ShadeGrenade19 May 2007
Warning: Spoilers
Those who praise modern comedies as 'dark' and 'original' tend to be shamefully ignorant of past achievements in the field. The 1973 B.B.C. series 'Black & Blue' was an anthology of plays intended to showcase offbeat humour. The first of these was 'Secrets' written by Michael Palin and Terry Jones, who won the assignment on the strength of their work on 'Monty Python's Flying Circus'.

This satire on the consumer industry starred Warren Mitchell as 'Cyril Rose', the owner of the 'Secrets' chocolate factory. A crisis develops when three men fall into the mixing vat, winding up as part of the filling for the latest batch. Despite Rose's best efforts to stop the contaminated chocks going on sale, a small section of the population are unknowingly turned into cannibals.

It looks like the end for 'Secrets', until...market research shows that customers preferred the chocks with the dead workmen in to the existing brand. Sales go through the roof.

Bowing to demand, Rose tries to replicate the effect by putting dead animal carcases into the chocks, but the public are not so keen on those.

Reluctantly, Rose does a deal with a local mortuary who then supply him with fresh human corpses. He makes no secret ( ahem! ) of the fact that his chocks contain 'human meat'. In fact he is soon paying people to volunteer to become part of the process, which they are more than willing to do as it has now become a prestigious way to die.

As can be gleaned from the above outline, this ghoulish play has more than a touch of Python about it; in particular, the 'Crunchy Frog' sketch from the first series, and the notorious 'Undertaker' skit from the final instalment of Series 2.

Warren Mitchell is excellent in a role very different to Alf Garnett ( 'Till Death Us Do Part' was still in production at that time ), while Clifford Rose's character seems to be a dry run for his later 'Kessler' in the wartime drama 'Secret Army'.

I was only eleven when 'Secrets' was transmitted and even then, I was shocked. I was not alone. The B.B.C. switchboard was jammed by numerous calls of complaint. When it came out on D.V.D. thirty years later as part of 'The Complete Ripping Yarns', I was amazed at how well it stood up.

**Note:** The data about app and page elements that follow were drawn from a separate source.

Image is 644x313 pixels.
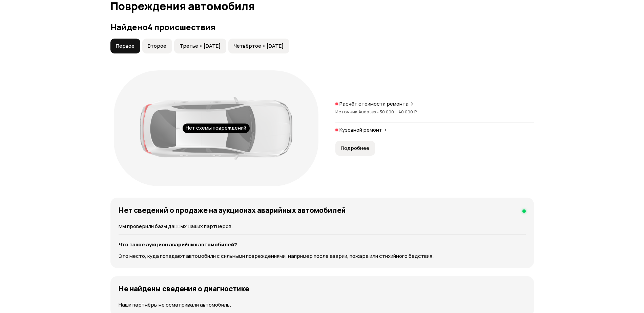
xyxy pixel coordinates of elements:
button: Первое [111,38,140,53]
span: Второе [148,43,166,49]
p: Мы проверили базы данных наших партнёров. [119,223,526,230]
span: Третье • [DATE] [180,43,221,49]
p: Это место, куда попадают автомобили с сильными повреждениями, например после аварии, пожара или с... [119,253,526,260]
strong: Что такое аукцион аварийных автомобилей? [119,241,237,248]
span: Первое [116,43,135,49]
p: Расчёт стоимости ремонта [340,101,409,107]
button: Подробнее [335,141,375,156]
button: Второе [142,38,172,53]
div: Нет схемы повреждений [182,124,250,133]
p: Кузовной ремонт [340,126,382,133]
span: • [376,109,379,115]
h3: Найдено 4 происшествия [111,22,534,32]
p: Наши партнёры не осматривали автомобиль. [119,301,526,309]
button: Третье • [DATE] [174,38,227,53]
span: Четвёртое • [DATE] [234,43,284,49]
span: Источник Audatex [335,109,379,115]
span: Подробнее [341,145,369,151]
span: 30 000 – 40 000 ₽ [379,109,417,115]
h4: Не найдены сведения о диагностике [119,284,249,293]
h4: Нет сведений о продаже на аукционах аварийных автомобилей [119,206,346,214]
button: Четвёртое • [DATE] [228,38,289,53]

The play posed an intriguing ( and still relevant ) ethical dilemma; if a demand for food containing human matter suddenly appeared, would it be met? Palin and Jones conclude, rather gloomily, that it would.

In 1988, 'Secrets' formed the basis for a less than wonderful film called 'Consuming Passions' starring Tyler Butterworth and Vanessa Redgrave. The scriptwriters padded out the story with so many irrelevant sub-plots the original message was lost.

Fortunately, the original is with us once again and we can see just how far ahead of their time Palin and Jones were. We may not have reached the stage where dead people are used in the manufacturing of confectionery, but one increasingly feels something similar might one day happen, justified by some idiot with a fat expense account claiming 'we're only giving the public what it wants'.

So, settle down in front of the box with a stiff drink and watch 'Secrets' - a black comedy that manages to be both black and very funny. One word of warning though - don't eat chocolates beforehand.